The Word became flesh and dwelled among us . . . and the unfolding of His Words is Light.

Thursday, July 18, 2013

Overcoming Shame Part 1: What is Shame?


“We do not talk about shame. We experience it, we feel it, we sometimes live with it for an entire lifetime, but we don’t talk about it.”

(Brene Brown PhD.)
 
I stood on brown linoleum in the parsonage kitchen in Illinois. The red-check curtains over the chrome sink on the far side of the room fluttered in the summer breeze as Mom leaned over a pile of dirty dishes. I planted bare, dirty toes on linoleum squares, crossed nine-year-old arms across my sleeveless shirt and pleaded at Mom’s backside, “Mom!. . .  Mom!” Her stonewashed jeans brushed the counter as she wiped pewter plates in the kitchen sink with Palmolive bubbles and rinsed each plate under water. One plate—wash, rinse, slide into dry rack. Two. Three . . .



“Mom!” I pleaded again.

“What?” she sputtered without turning from sudsy plate in hand.

“Mom, listen to me! It really hurt my feelings when you said that about me in front of everybody. It wasn’t nice, what you said.”

Water dripping from plate, shoulders arrow straight, Mom sing-songed: “Nobody loves you, everybody hates you, guess you better go eat worms!”

Plate in one hand, Mom pulled a holey dishrag off bare counter saying,

“Becky, just get over it! Stop your whining!”

With Mom’s sarcastic song echoing in my brain, I felt weak, exposed, like I was some kind of big baby. Tears welled, but I willed them back. I didn’t know how to respond to Mom’s sarcastic song.

So, I said nothing.

And in that dish-washing, song-chanting episode, I felt shame—like I was a bad person for feeling hurt.  

As a kid I understood guilt—that bad feeling you get when you lie or call your sister a “brat!” But shame? What was that?

Then, twenty-some years later, when my five-year-old son Micah stood on my brown kitchen tile crying crystal tears and saying, “You hurt my feelings!” I remember how I knee-jerk sang Mom’s song, “Nobody loves me, everybody hates me. . .” and as I sang, I felt like mean-mom and the song died on my lips.
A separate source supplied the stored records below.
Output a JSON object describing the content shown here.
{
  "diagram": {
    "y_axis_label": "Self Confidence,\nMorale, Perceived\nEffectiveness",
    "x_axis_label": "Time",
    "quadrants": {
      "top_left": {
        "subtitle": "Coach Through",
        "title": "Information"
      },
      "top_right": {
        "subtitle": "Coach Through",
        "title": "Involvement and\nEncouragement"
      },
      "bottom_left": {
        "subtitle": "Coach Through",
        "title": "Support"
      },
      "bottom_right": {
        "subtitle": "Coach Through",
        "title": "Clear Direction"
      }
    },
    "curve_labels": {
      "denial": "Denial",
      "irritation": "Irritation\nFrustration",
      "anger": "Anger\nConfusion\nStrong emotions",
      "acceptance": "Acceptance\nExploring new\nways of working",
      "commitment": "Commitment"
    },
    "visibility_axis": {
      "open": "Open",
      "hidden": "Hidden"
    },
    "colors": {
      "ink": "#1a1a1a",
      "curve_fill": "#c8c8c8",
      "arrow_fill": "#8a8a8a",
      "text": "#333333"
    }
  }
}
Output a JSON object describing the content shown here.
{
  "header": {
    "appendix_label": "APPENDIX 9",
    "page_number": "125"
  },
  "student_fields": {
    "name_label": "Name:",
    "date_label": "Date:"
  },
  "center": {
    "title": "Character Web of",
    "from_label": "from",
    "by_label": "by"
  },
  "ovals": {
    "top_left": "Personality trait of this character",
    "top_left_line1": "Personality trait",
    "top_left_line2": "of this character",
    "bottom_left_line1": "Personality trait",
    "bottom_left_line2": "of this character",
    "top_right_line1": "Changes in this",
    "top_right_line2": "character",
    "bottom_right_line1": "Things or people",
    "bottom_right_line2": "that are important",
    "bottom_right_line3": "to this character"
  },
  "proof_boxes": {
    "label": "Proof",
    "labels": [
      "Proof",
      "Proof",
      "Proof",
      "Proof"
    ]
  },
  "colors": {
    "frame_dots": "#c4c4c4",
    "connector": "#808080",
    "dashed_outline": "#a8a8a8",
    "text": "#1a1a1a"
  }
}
That night I talked to Jon about singing Mom’s song to Micah, how it felt wrong, but I didn’t know why. Jon said: “Because you invalidated Micah’s feelings by making fun of them.” That made sense to me—the invalidation part.  But what I didn’t understand back then is that song stemmed from a deep well of SHAME I didn’t know existed.

Edward Welch Mdiv, PhD, defines shame as: “the deep sense that you are unacceptable because of something you did, something done to you, or something associated with you. You feel exposed and humiliated . . . . Guilt can be hidden; shame feels like it is always exposed” (Shame Interrupted, 2, emphasis mine).

In the first few years of motherhood, I found myself repeating the shame-based parenting habits of Mom and Dad. Just like my parents, I felt unacceptable and unworthy, and to cover those uncomfortable feelings, I denied them or projected them onto my children, husband, and others.

When Micah expressed, “You hurt my feelings!” I felt like a Mom-failure, like I didn’t measure up, like I wasn’t acceptable. But, rather than acknowledge my feelings of shame, I made fun of my son, shamed him instead.

The truth is, every parent, every human, feels shame. This battle with shame began in the garden. After Adam and Eve disobeyed God, they felt guilty, but they also felt naked—ashamed—for the first time “And [Adam] said, ‘I heard the sound of you [God] in the garden, and I was afraid, because I was naked, and I hid myself” (Genesis 3:10, emphasis mine).

Just like Adam and Eve, when we feel shame—because of something we did or that was done to us—we go into hiding. Adam and Eve covered their naked shame with clothes, we cover our shame with denial: “I never did/said that!” or “No, I was never abused/hurt/mistreated!” or “The past is in the past. I don’t dwell on it!”  We also cover shame through blaming others for our shameful feelings or actions: “I’ve dealt with my issues. You are the one who just can’t get over it!”

So, through denial and blaming—we protect our shame, grow it, and hurt our friends, spouses, children . . . .

This post is Part 1 of three posts on the topic of shame. Read Part 2 here. and Part 3 here.